::: Supplied data :::

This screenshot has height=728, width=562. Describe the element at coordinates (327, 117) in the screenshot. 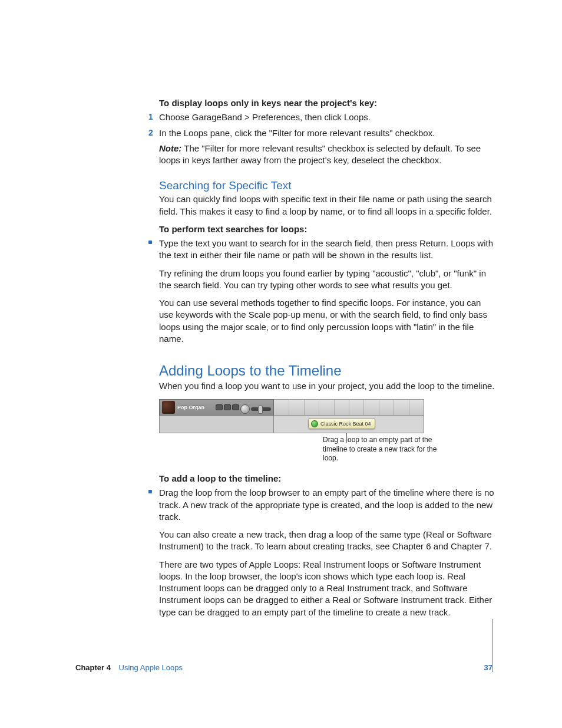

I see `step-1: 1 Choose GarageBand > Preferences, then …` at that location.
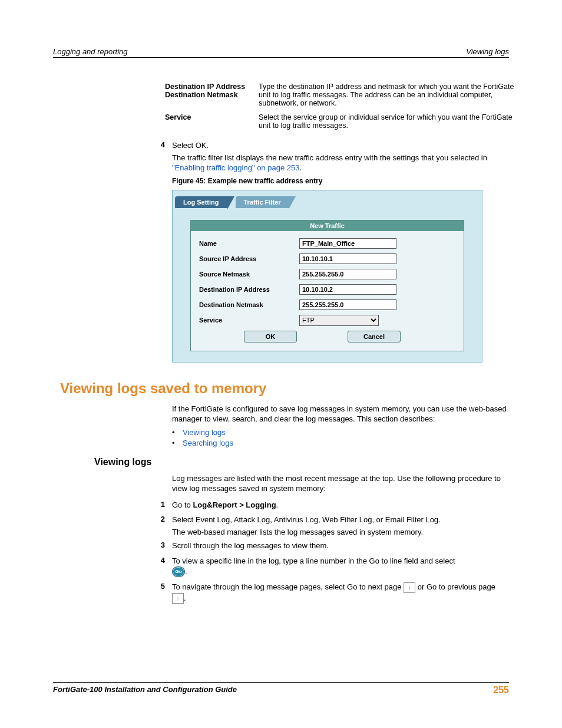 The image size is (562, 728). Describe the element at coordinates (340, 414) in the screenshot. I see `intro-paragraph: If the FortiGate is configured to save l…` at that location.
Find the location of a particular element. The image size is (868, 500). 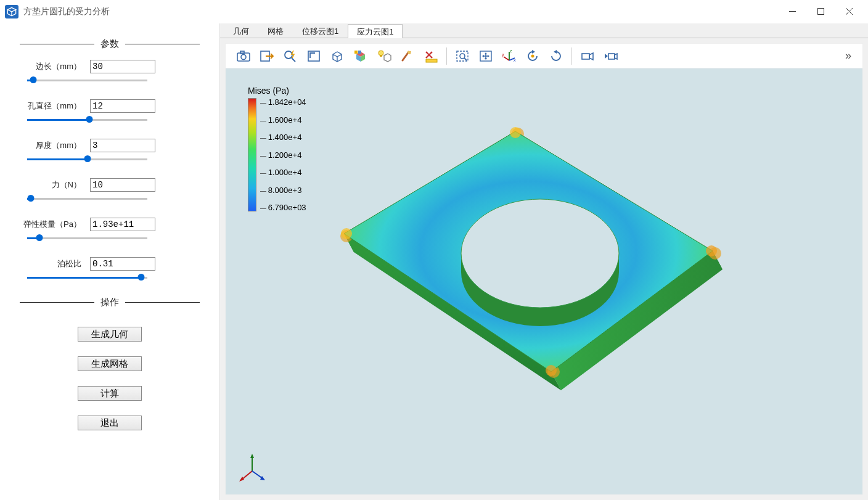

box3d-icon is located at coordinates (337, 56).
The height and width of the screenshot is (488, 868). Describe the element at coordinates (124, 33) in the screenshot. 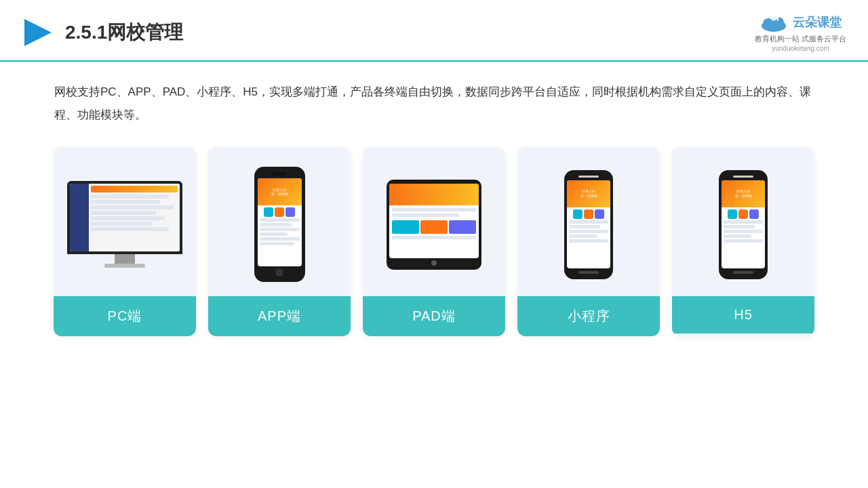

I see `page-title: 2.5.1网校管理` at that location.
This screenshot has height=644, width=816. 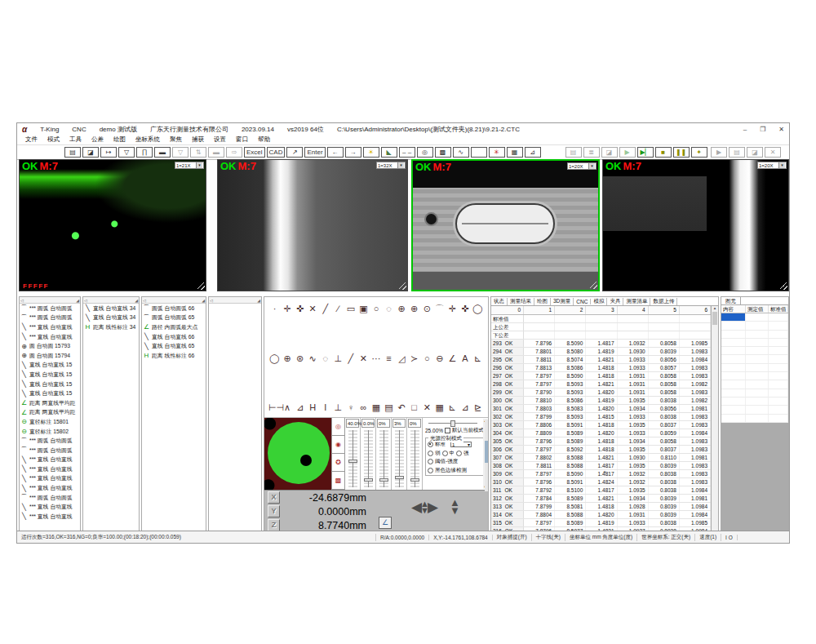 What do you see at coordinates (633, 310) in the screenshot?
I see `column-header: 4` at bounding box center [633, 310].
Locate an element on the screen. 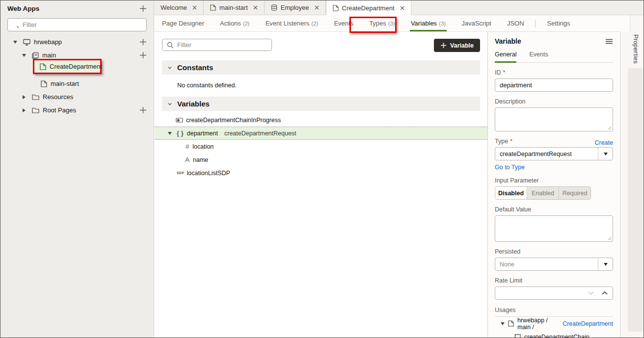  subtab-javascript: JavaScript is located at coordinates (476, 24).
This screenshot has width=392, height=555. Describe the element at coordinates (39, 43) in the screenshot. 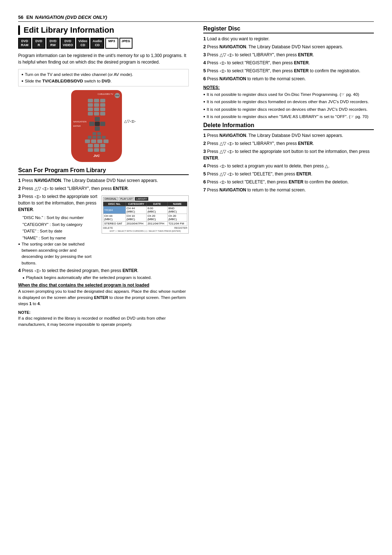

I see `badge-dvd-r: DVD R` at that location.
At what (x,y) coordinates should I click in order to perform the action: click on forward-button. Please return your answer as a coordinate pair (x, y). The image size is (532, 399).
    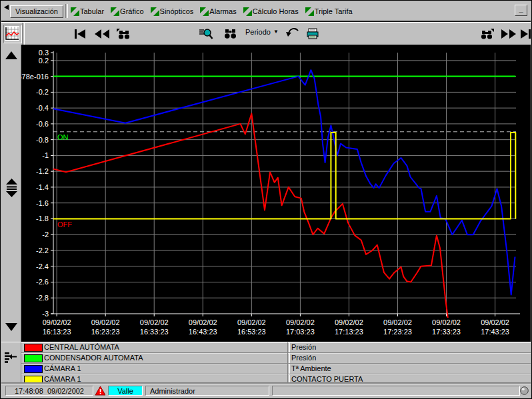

:::

● What you should do
Final task for the records above: print exactly the lines from the one that contains "This screenshot has width=392, height=555." through the last line, both ends included, pictures excluded.

● Task response
This screenshot has width=392, height=555. Describe the element at coordinates (39, 43) in the screenshot. 

I see `badge-dvd-r: DVD R` at that location.
At what (x,y) coordinates should I click in order to perform the action: click on forward-button. Please return your answer as a coordinate pair (x, y). The image size is (532, 399).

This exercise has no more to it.